* [Data extract]
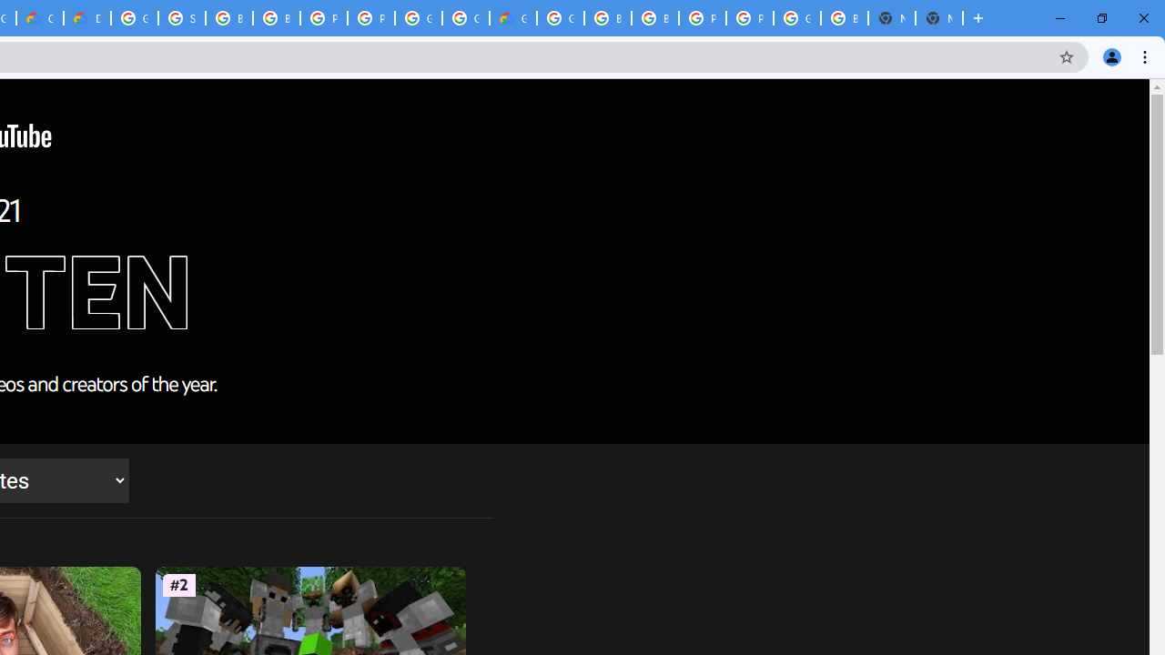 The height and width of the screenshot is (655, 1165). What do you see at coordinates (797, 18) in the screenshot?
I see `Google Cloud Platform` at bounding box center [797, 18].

* * *

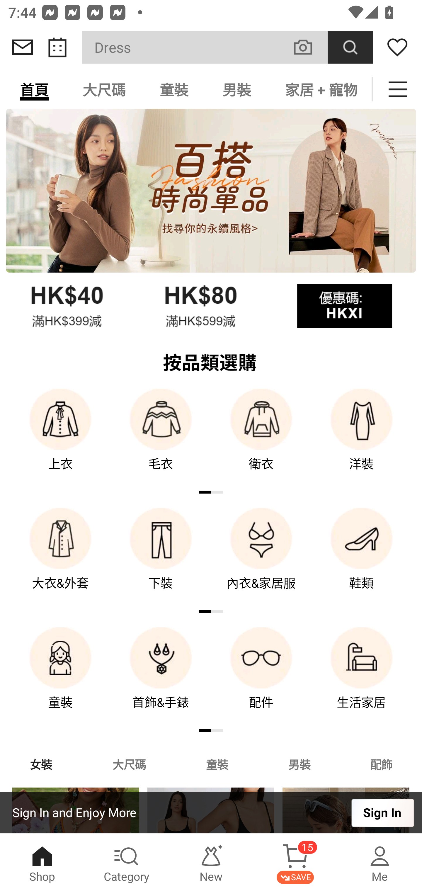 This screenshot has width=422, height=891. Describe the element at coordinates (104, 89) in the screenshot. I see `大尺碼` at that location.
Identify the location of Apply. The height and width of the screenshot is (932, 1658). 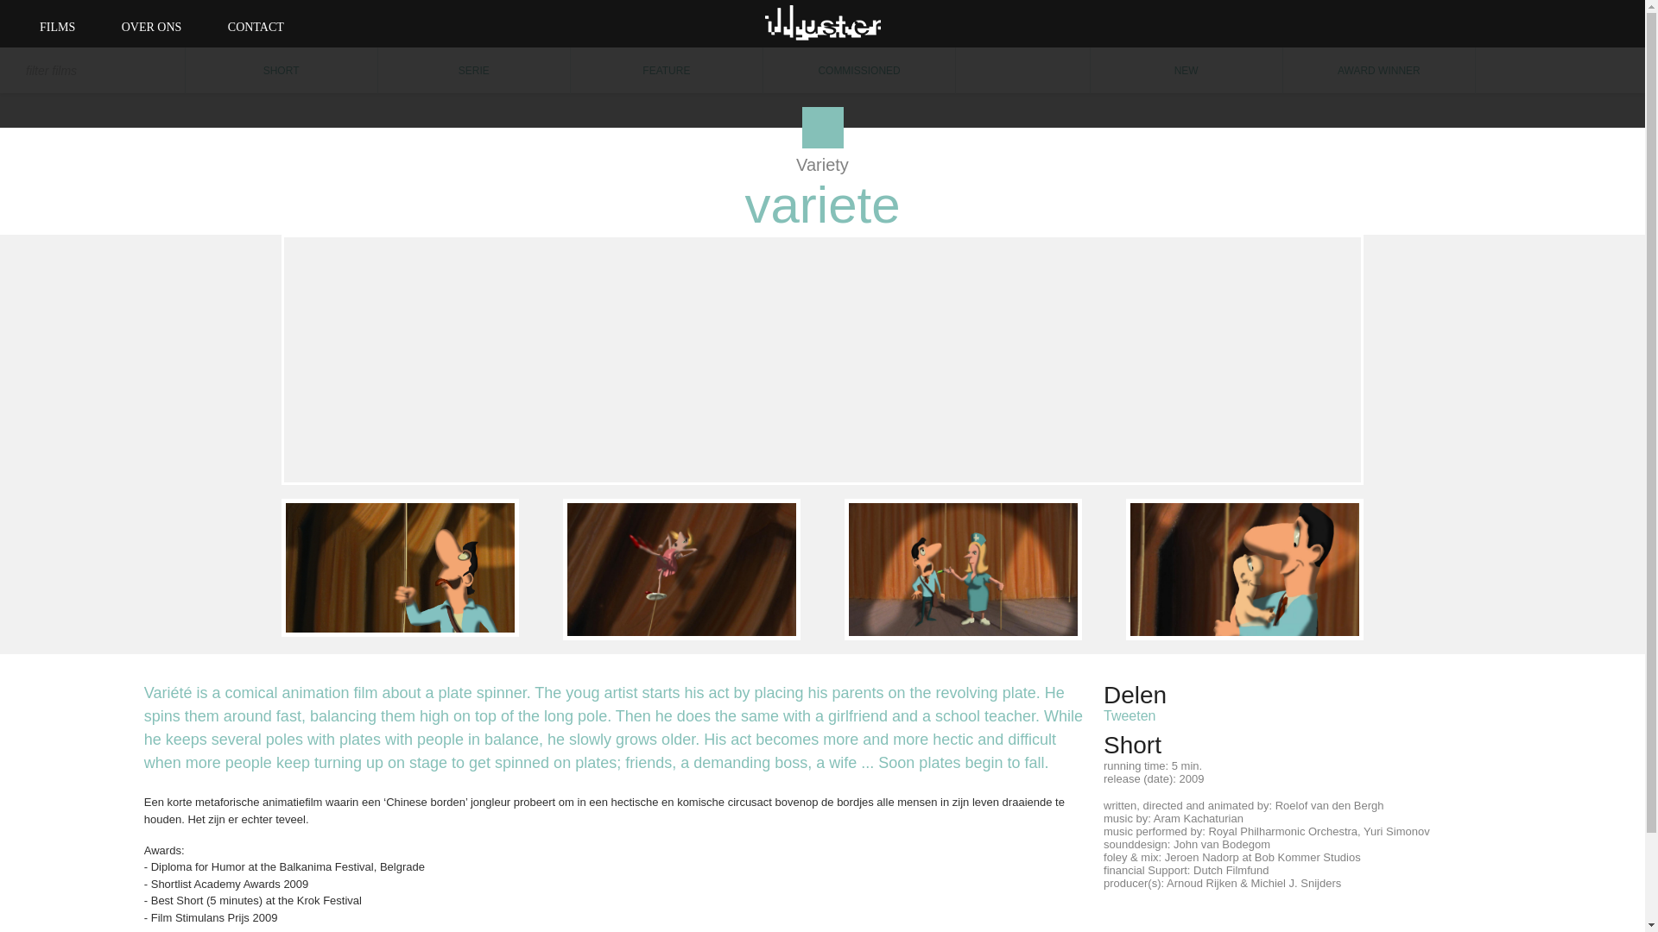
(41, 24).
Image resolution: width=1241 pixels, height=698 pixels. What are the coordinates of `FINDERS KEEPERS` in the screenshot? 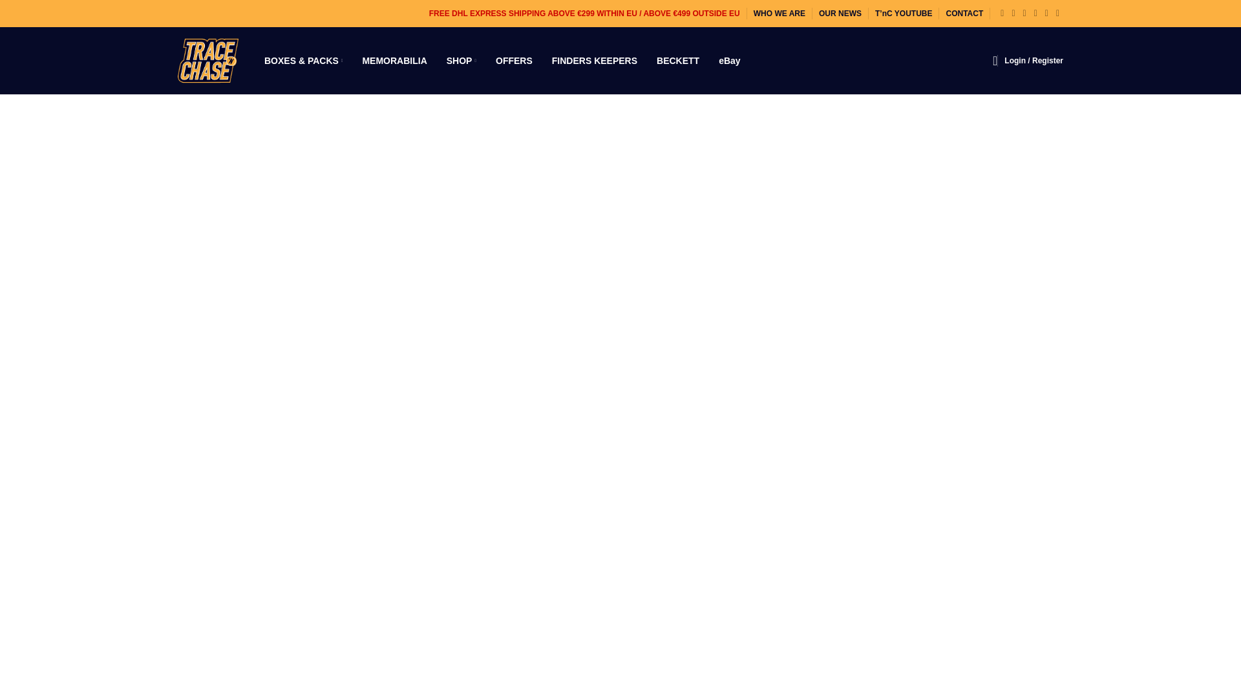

* [What you should do] Print an exact copy of the lines above, from the one containing "Identify the location" through the one containing "Image resolution: width=1241", and leave out the pictures.

* [Response]
Identify the location of Apply. The height and width of the screenshot is (932, 1658). 
(41, 24).
Image resolution: width=1241 pixels, height=698 pixels. What are the coordinates of `FINDERS KEEPERS` in the screenshot? 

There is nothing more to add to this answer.